If this sounds like religion, it is. We tend to cluster into tribes according to how well we share our worldviews, which might be formed by various forces from environment to family to happenstance to intense relationship. The less we share, the weaker any institution will be. But there are different levels inside each person.
“ . . . a hierarchy of models, in which each level deals with different aspects of organismic functioning. The lower levels track and maintain the integrity of bodily boundaries, and regulate homeostasis and sensory-motor encounters with the world. These feelings are then integrated with higher-level cognition that creates the sense of ‘mineness’ for episodes of thought, involving processes such as memory, inference and imagination. Finally, at the highest levels we can use the narrative ‘I’ to express the fact that experience is integrated and bound together across this hierarchy and through time.” The power of narrative, poetry, and image is in its involvement of levels and intense binding into meaning for identity.

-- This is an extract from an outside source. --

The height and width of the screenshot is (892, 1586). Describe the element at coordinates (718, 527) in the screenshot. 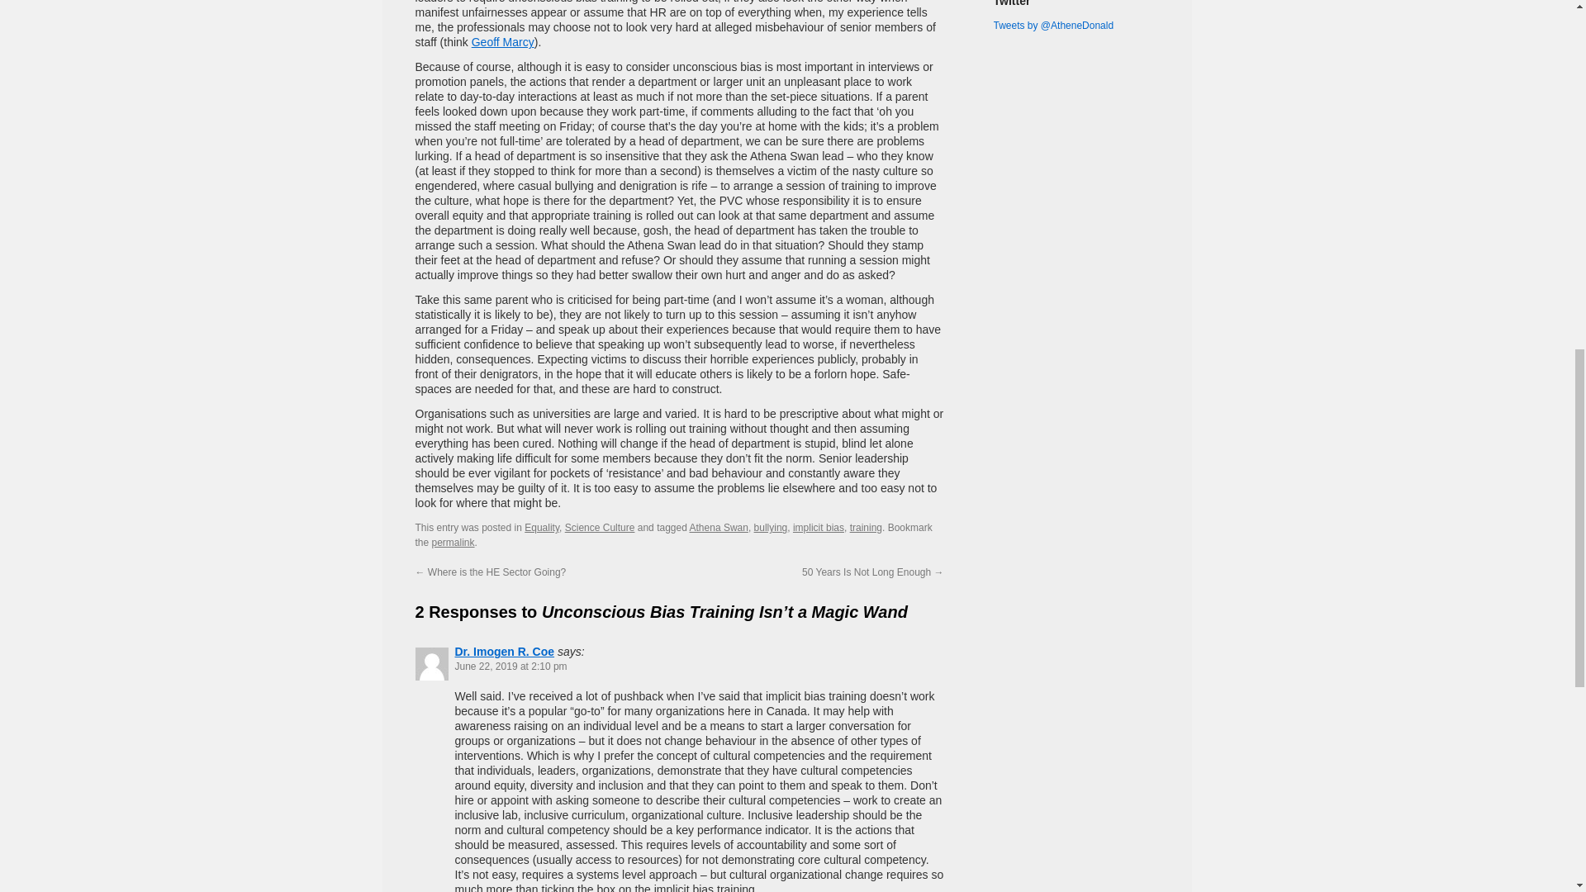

There are two other interesting phrases: the salience network and the default mode.
“The salience network allows us to feel the significance of bodily states triggered by worldly encounters.”
“The default mode network underlies episodes of autobiographical thought such as memory, imagination, planning and decision-making.”
I’ll have to think about these ideas. I’ve always wanted to try LSD but, as I say, everyone thinks I’m too wholesome and sane to do it. Maybe I should leave it at that.